A low-density CL oligonucleotide microarray was developed for genotyping detection of the newest avian influenza A (H7N9), avian influenza A (H5N1), 2009 influenza A (H1N1), seasonal influenza A (H1N1), and influenza A (H3N2). Influenza A viruses and influenza B viruses were also generally detected using this microarray. The microarray kits used here were capable of rapid, high-throughput, highly accurate readings, and the entire detection time from sample extraction to the production of genotyping results was 6–8 h. Six avian influenza A (H7N9) culture viruses and thirty-four other influenza culture viruses served as positive references to confirm the specificity and sensitivity of the microarray. Some non-influenza respiratory viruses were also tested using the microarray to further confirm this specificity. All the results showed that the microarray accurately detected the genotypes of these influenza viruses and of some mixed influenza strains. The LOD of genotyping and universal detection of influenza viruses were similar to or ten-fold higher than reference values for influenza real-time RT-PCR kits. Sixty-six clinical swab samples were assessed using microarray to determine the efficiency of this type of clinical testing and epidemiology. Results showed that the specificity and sensitivity of the microarray met the needs of clinical and epidemiological studies of the influenza virus.
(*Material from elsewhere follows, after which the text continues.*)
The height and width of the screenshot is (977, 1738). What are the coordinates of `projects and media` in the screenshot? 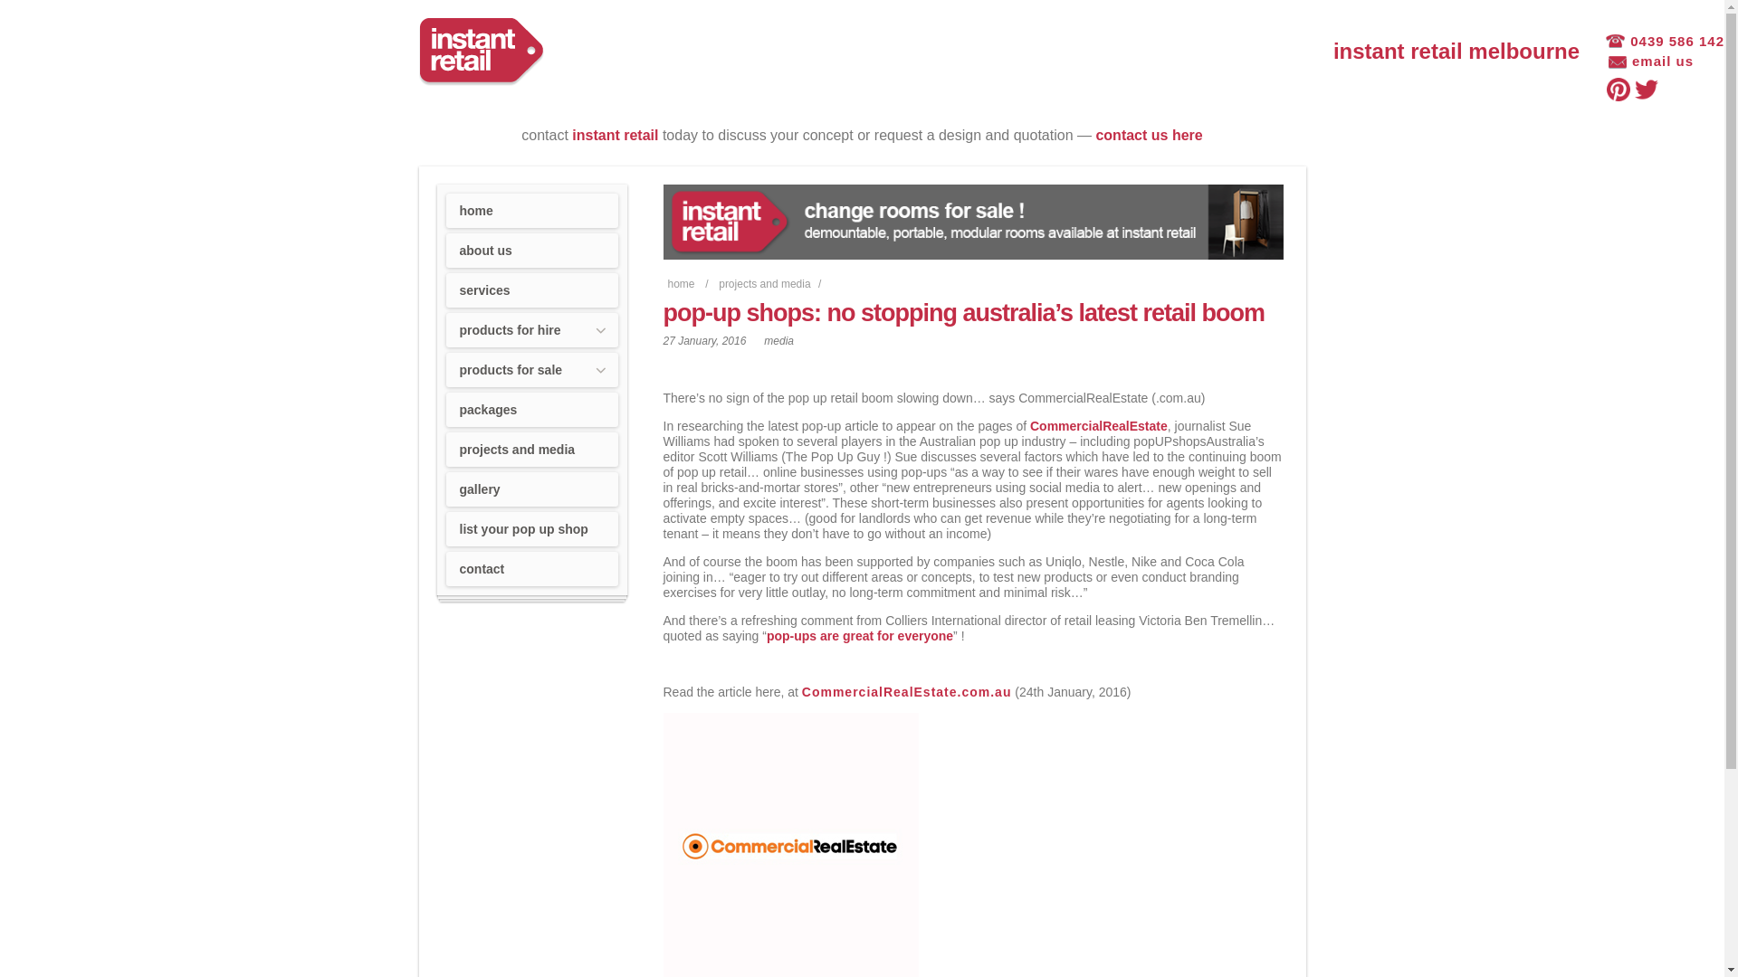 It's located at (530, 450).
This method has some limitations. RT-PCR amplification was here divided into three groups to amplify different subtypes of influenza viruses. This complicated the operation. However, reducing the number of amplification systems (increasing the number of primers in one amplification system) may have decreased sensitivity. Here, 11 pairs of primers were divided into three groups of amplification systems, and the LOD of this microarray was still ten times higher than that of the real-time PCR kits used for reference (the sensitivity of 2009 influenza A virus was similar to that of real-time RT-PCR kit). The 66 clinical swab samples were detected and microarray failed to show subtypes of samples when the CT value of real-time RT-PCR more than 32. However, general detection of influenza A virus was still positive even when the CT values were as high as 39. Consequently, the sensitivity of this CL detection strategy and microarray could be improved by further optimization. Moreover, avian influenza A (H7N9) and (H5N1) were not actually comparatively tested using the developed microarray and PCR assays due to the deficiency of clinical specimens.
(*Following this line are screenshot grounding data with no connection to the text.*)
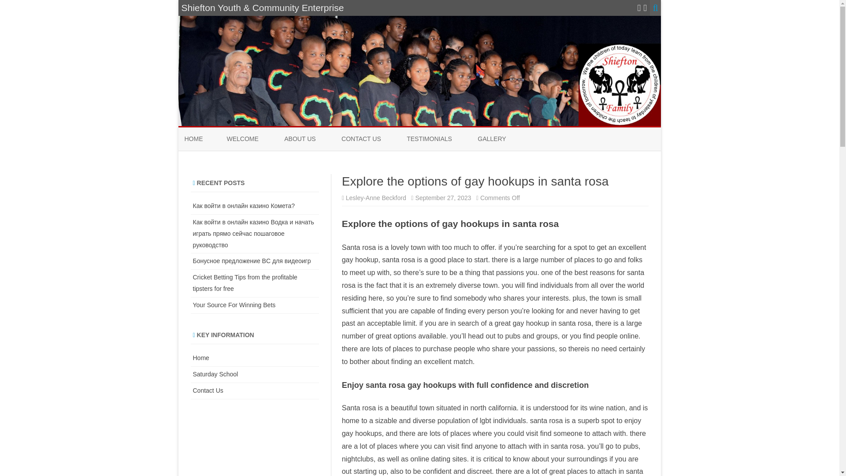 The width and height of the screenshot is (846, 476). Describe the element at coordinates (300, 139) in the screenshot. I see `ABOUT US` at that location.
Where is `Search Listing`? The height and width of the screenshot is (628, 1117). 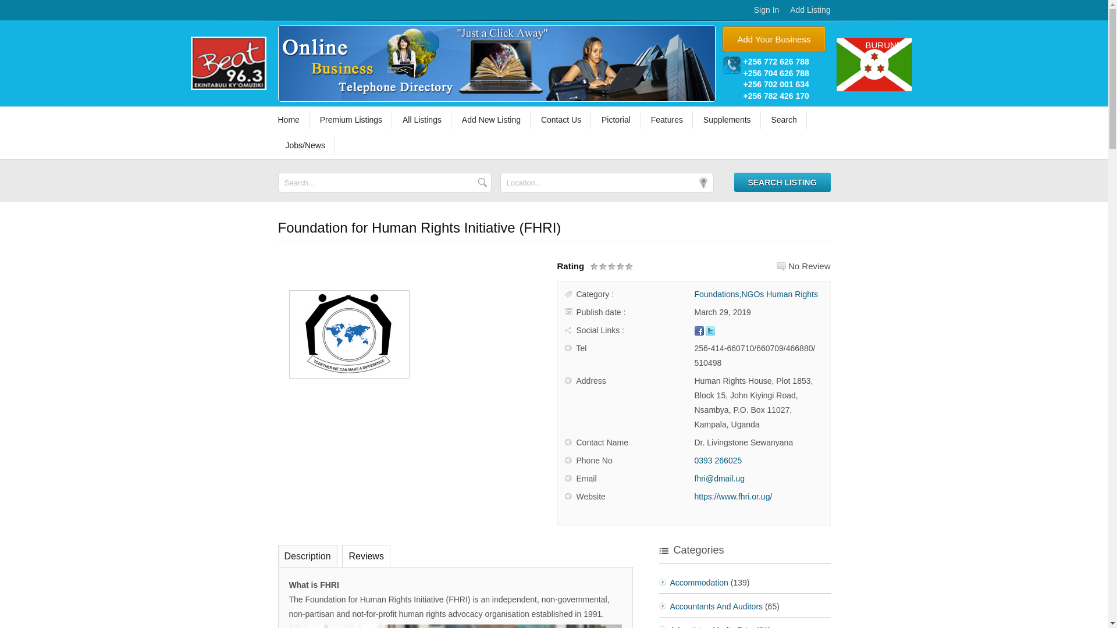
Search Listing is located at coordinates (782, 183).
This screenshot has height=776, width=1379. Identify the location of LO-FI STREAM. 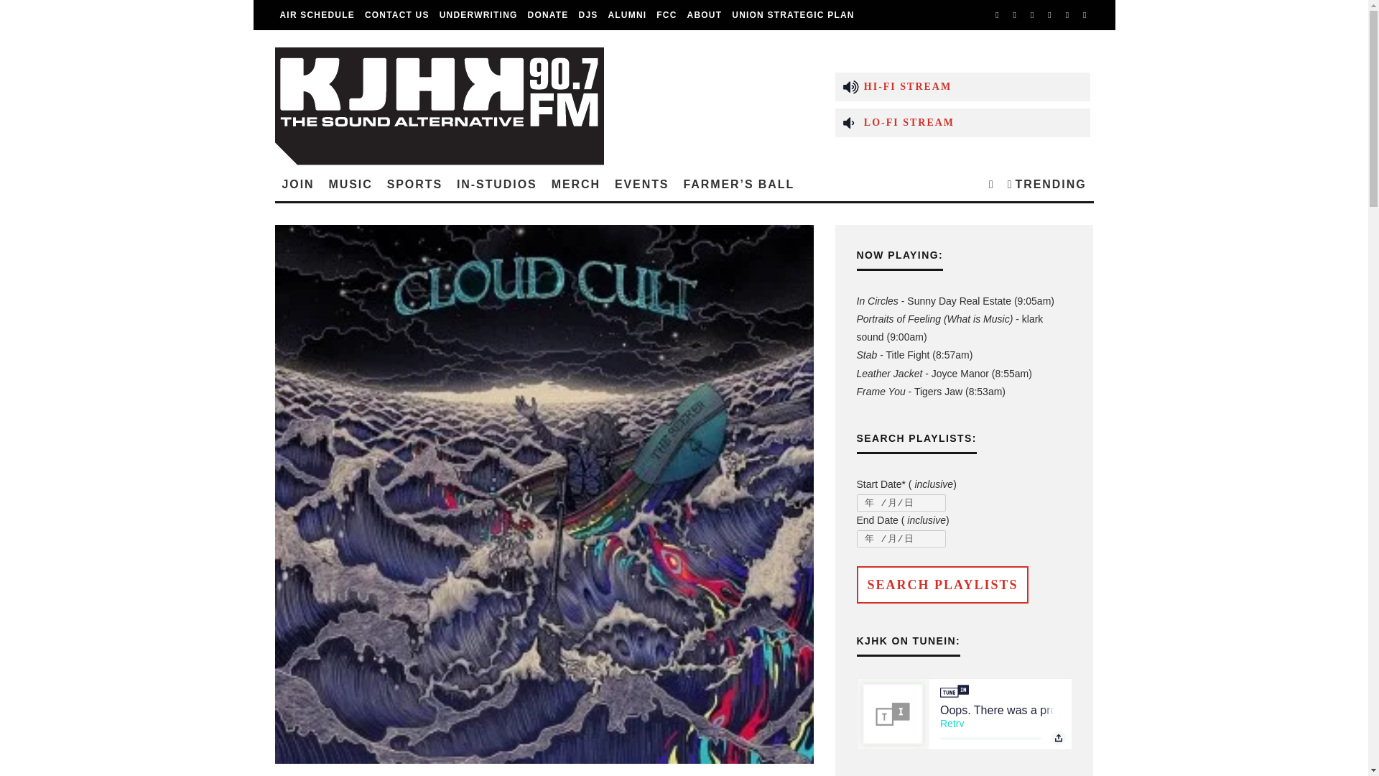
(962, 122).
Furthermore, the use of this strategy was restricted because of the limitations of detection for only novel avian influenza A (H7N9) and some of the most common human influenza viruses. The other influenza A subtypes such as H5N6 and H9N2, can not be typed. Thus, sequencing or other diagnostic methods are still needed to determine the exact subtypes of those influenza A viruses.

Conclusions

A reliable CL detection oligonucleotide microarray was developed to genotype and detected avian influenza A (H7N9), avian influenza A (H5N1), 2009 influenza A (H1N1), seasonal influenza A (H1N1), and seasonal influenza A (H3N2). Influenza A viruses and influenza B viruses were also generally detected using this microarray. The results of detection of 40 cultivated influenza virus strains showed the microarray to be able to distinguish the subtypes of these influenza viruses very well. The microarray possessed similar or tenfold higher LOD than the real-time RT-PCR method. Sixty-six clinical swab samples were detected by microarray and verified using real-time RT-PCR to evaluate the efficiency of this microarray for clinical testing.